Sensory neurons derived from induced pluripotent stem cells 

Using human cells, including DRG neurons, in pre-clinical studies of investigational drugs has the advantage of assessing target engagement and efficacy of drugs in native cellular background. Although there is growing interest in and adoption of using human DRG neurons in cell-based assays, it is still difficult to obtain native DRG neurons on a large scale for wide-spread use in pre-clinical studies [28] and because these are post-mitotic they are not amenable to large scale genome engineering or expansion. The development of an approach to differentiate sensory neurons from iPSC (iPSC-SN) [2] has provided a technology platform for understanding disease pathophysiology including the mechanisms of neuronal injury and hyperexcitability, development of cell-based assays to screen and validate novel drugs prior to embarking on costly clinical trials, and for the identification and validation of biomarkers, or for the iPSC-SN to serve as biomarkers of disease per se [22; 32]. 

iPSC-SN to study disease mechanisms

iPSCs retain the genetic background and native transcriptional machinery of individuals [14; 30; 39], thus allowing mechanistic studies of disease that are not subject to potential artifacts that could arise from over-expression systems or transgenic animal studies. Patient-specific iPSC-SN provide a “disease-in-a-dish” model of pain, with the best examples coming from studies of Nav1.7-related pain disorders inherited erythromelalgia (IEM) and congenital insensitivity to pain (CIP) [1; 19; 21; 23; 38]. Studies have shown that patient-specific iPSC-SN carrying gain-of-function mutations in Nav1.7 are more excitable than those from control subjects [1; 21; 23], consistent with the enhanced pain that is experienced by carriers of these mutations. By contrast, iPSC-SN from patients with Nav1.7-related CIP showed lower excitability than that of control lines. Importantly excitability was normalized when one of the mutations was corrected using CRISR-Cas9 genomic editing [19]. Other examples of patient-specific iPSC-SN that are used to study mechanisms of pain include migraine [26] and a number of different types of neuropathy such as small fiber neuropathy (SFN) and Fabry disease [15]. 

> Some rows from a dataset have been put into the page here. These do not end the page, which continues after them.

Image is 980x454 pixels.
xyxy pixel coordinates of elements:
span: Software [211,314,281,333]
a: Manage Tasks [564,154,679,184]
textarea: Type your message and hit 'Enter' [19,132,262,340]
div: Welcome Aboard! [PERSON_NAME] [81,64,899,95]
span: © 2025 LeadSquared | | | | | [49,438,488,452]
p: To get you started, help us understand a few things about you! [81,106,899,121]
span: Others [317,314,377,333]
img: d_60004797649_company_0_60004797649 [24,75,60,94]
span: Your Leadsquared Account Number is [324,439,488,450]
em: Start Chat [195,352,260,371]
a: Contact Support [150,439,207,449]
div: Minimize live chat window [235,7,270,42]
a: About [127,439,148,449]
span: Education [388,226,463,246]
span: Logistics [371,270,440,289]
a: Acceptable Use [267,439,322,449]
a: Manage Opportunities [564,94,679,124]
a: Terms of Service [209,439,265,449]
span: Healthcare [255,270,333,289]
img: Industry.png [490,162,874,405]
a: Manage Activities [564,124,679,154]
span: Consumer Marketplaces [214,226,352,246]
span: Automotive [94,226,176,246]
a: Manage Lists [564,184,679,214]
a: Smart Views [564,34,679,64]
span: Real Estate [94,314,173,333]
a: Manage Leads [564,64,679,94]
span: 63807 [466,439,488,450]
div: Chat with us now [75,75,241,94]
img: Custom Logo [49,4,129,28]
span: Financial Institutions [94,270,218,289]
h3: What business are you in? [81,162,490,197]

SFN is frequently associated with adult-onset of a reduction in the number of intraepidermal nerve fibers in the skin and clinical symptoms of chronic pain of burning nature. It has been linked to variants in voltage-gated sodium channels [9], and iPSC-SN are a useful model to study the effects of these variants on neuronal excitability [25] and potentially study the link between  cellular function and anatomical loss of nerve fibers. Hereditary sensory neuropathy type-1 (HSN-1) is a painful neuropathy particularly affecting small fibers which is due to heterozygous mutations in the gene SPTLC1. This leads to altered sphingolipid metabolism and the production of toxic Deoxysphingobases (DSBs). Elevated DSBs are detectable in human iPSCd-SN from HSN1 patients along with reduced production of complex gangliosides, axon degeneration and hyper-excitability. These were then used to test disease modifying therapy and addition of Serine which reduces DSB production could prevent many of these changes [3].

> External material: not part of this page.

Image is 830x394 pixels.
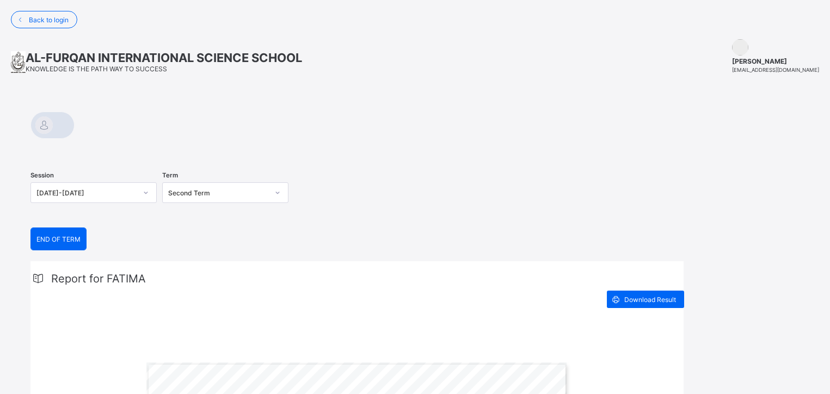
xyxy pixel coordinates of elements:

iPSC-SN for personalized medicine

The development of patient-specific iPSC-SN provides an opportunity to test the response of these neurons to specific drug treatments. The attenuation of excitability of patient-specific iPSC-SNs in a dish to a specific drug would suggest target engagement in vivo and the expectation that a patient may benefit from such a treatment, while a poor response of the neurons in vitro would suggest that treatment of the patient with this drug may not be effective. This is the essence of personalized medicine which reduce the need for a trial-and-error approach to treatment. There is a small number of cases using patient-specific iPSC-SN in which tenets of this personalized medicine approach appear to have been met [1; 25]. While this approach might be useful in small clinical studies, the generation and maintenance of iPSC-SN is labor intensive and expensive and thus needs to be scaled up and best be automated before it may be useful for widespread application in the clinic.

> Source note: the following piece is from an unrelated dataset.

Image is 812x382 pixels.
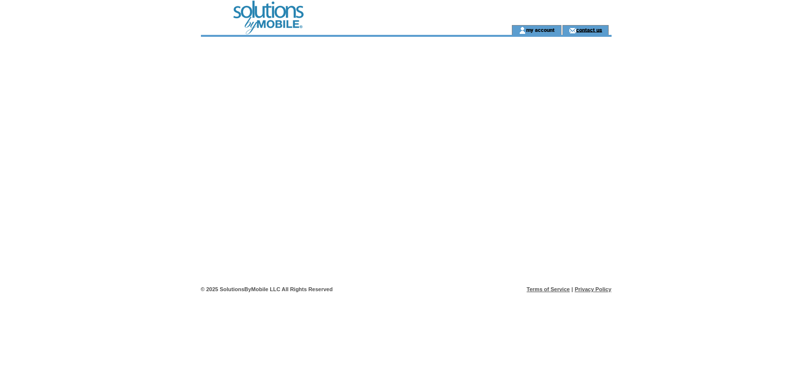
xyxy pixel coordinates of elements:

iPSC-SN: genetic substrate to identify novel targets for drug development

Except for cases of CIP, pain response to a noxious stimulus is universal, however, the experience at the individual level is variable. This inter-individual variability in response to the same stimulus is related to genetic and epigenetic factors [4; 6; 17; 24; 42]. Parallels between pain and hyperexcitability of patient-specific iPSC-SN could provide an opportunity to discover modifier genes that contribute to the individual pain experience. Recent studies capitalized on the availability of well-phenotyped members of the same family with the painful disorder IEM due to the same Nav1.7 gain-of-function mutations S241T or F1449V, who manifest distinct differences in salient pain features [10; 20; 38] to establish and validate “pain-resilience-in-a-dish” model that is beginning to identify modifier genes that confer inter-individual differences in neuronal excitability which possibly contribute to the inter-individual differences in pain symptoms in these subjects [23; 38]. Unbiased whole exome screening and in silico analyses identified variants in Kv7.2 and Kv7.3 in the resilient subject and functional testing provided evidence for a role of these variants in regulating excitability of iPSC-SNs supporting the presence of a peripheral component to pain resilience, and suggesting that targeting Kv7 channels can be an effective avenue for pain treatment. Although Kv7 channels are established targets in pain studies and Kv7.2/Kv7.3 channel openers attenuate nociceptive behaviors in animal models of pain [7; 35], additional modifier genes are undoubtedly involved in the integrated response of these subjects to the painful stimulus. This cell-autonomous approach may lead to the identification of additional modifier genes and thus novel targets for drug development. 

Conclusion

Patient-specific iPSC-SN have provided a powerful cell-autonomous system to correlate excitability of these neurons with pain phenotype in patients, and for testing response to drugs or other therapeutic approaches, which enhances the value of this pre-clinical data for further clinical development of investigational reagents. However, iPSC-SN do not fully capture the heterogeneity of human DRG neurons [8; 22] despite a report that they share 80% of transcripts found in adult human DRG neurons [37]. Additionally, current differentiation protocols have not been successful in reproducibly generating the full complement of components of the electrogenosome that is present in native neurons [8]. Despite these limitations, in vitro studies of iPSC-SN and human DRG neurons (when available) have already advanced our understanding of the cellular basis of pain pathophysiology and promise to improve chances of successful translation of pre-clinical data on investigational drugs into clinical use. There are promising approaches to address these limitations and improve the utility of iPSC in pre-clinical studies. Co-cultures of iPSC-SN and iPSC-derived skin tissue will lead to an “organ-in-a-dish” experimental system. Other exciting advances include transplantation of human iPSC into rodent DRG in vivo [34] and growing DRG organoids [18], both of which to take advantage of the microniche environment to differentiate human sensory neurons in a more nativelike environment. Thus, we predict that the use of subject-specific iPSC represents significant advances in the field and will aid in bridging the translational gap between pre-clinical knowledge and the development of effective analgesics.